At Koloko-Honokohau, a coastal hazard analysis carried out for the National Park Service by scientists from Stanford University and the University of Hawaii identified the Kaloko fishpond, the Aiopio fish trap, and the Aimakapa fishpond as among the park’s historic features most at risk from coastal hazards. The Aimakapa fishpond was used to raise fish for the alii, or royal chiefs, and may be more than 600 years old.

The tides are nibbling away at the beachfront at a rate of 3 to 4 inches a year, the scientists said. They estimate that at the current rate of erosion, the Aimakapa fishpond could be breached by 2050 and the walls of the Aiopo fish trap could be completely submerged by the end of the century.

The rising sea level, coupled with ocean warming that puts more energy into waves and surges, poses significant danger to shoreline structures around the Hawaiian Islands, scientists say.

The UCS report, being released at a Capitol Hill briefing today in Washington, D.C., details risks at 30 sites across the United States. The UCS, based in Cambridge, Mass., began as a collaboration between students and faculty members at the Massachusetts Institute of Technology in 1969 and is now an alliance of more than 400,000 citizens and scientists.

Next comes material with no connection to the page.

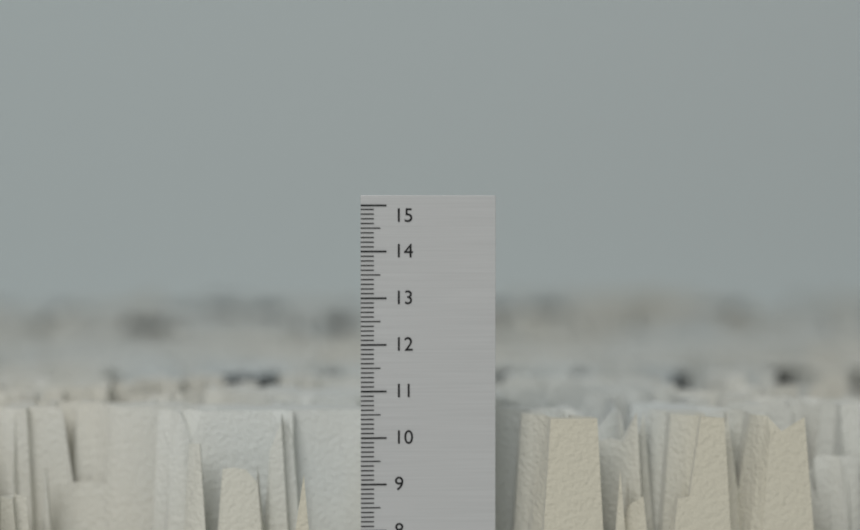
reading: 10.4 (no unit)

The report follows a May 6 National Climate Assessment that scientists and the White House called the most detailed and U.S.-focused scientific report on global warming, according to The Associated Press. The 840-page report includes 3,096 footnotes referring to other mostly peer-reviewed research. It was written by more than 250 scientists and government officials, starting in 2012, and looks at regional and state-level effects of global warming, compared with recent reports from the United Nations that lumped all of North America together.

The Society for American Archaeology, a nonprofit dedicated to protecting the archaeological heritage of the Americas and the world, issued a statement today in conjunction with the UCS report release, calling for more attention to be paid to preserving endangered archaeological sites, marking the first time the organization has sought to draw public attention to the damage climate change is causing.

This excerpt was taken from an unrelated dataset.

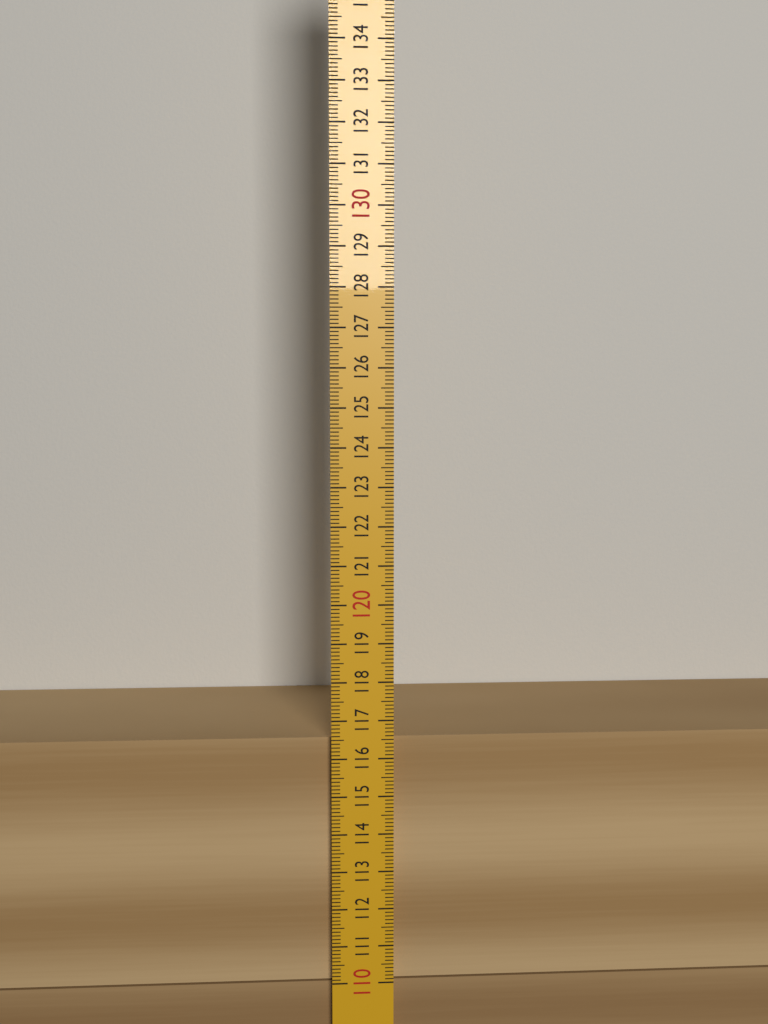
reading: 116.5 (no unit)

To slow the rate of change and give archaeologists, historic preservationists and land managers want more time to protect these sites, carbon emissions must be reduced, according to the report.

“Cutting carbon emissions significantly and quickly can slow the pace of sea level rise, limit the temperature increases, and slow the expansion of the wildfire season,” Angela Anderson, director of the Climate and Energy Program at UCS, said in a statement.

Markham said Hawaii Island has a significant climate change research resource right in its own backyard, atop Mauna Loa, where the National Oceanic and Atmospheric Administration maintains an observatory that has been documenting steadily rising atmospheric carbon dioxide levels since 1958.

He said the observatory registered a tipping point on March 9, 2013, when the daily mean concentrations of carbon dioxide in the atmosphere reached 400 parts per million.

The UCS is lobbying Congress to fund President Obama’s proposed Climate Resilience Fund, which could be used to help municipalities and businesses become more resilient to climate change.

“The fund could also be used to help protect and preserve the nation’s iconic and historical landmarks and irreplaceable archaeological treasures that are being destroyed by sea level rise, wildfire and flooding,” said Anderson.

Some fossil energy groups, conservative think tanks and Republican senators assailed the May 6 National Climate Assessment as “alarmist,” according to The Associated Press. Some see climate change as a political issue, rather than an environmental one.

“It doesn’t matter if you deny it or not,” noted Markham. “It’s going to affect all of us the same whether you deny it or not.”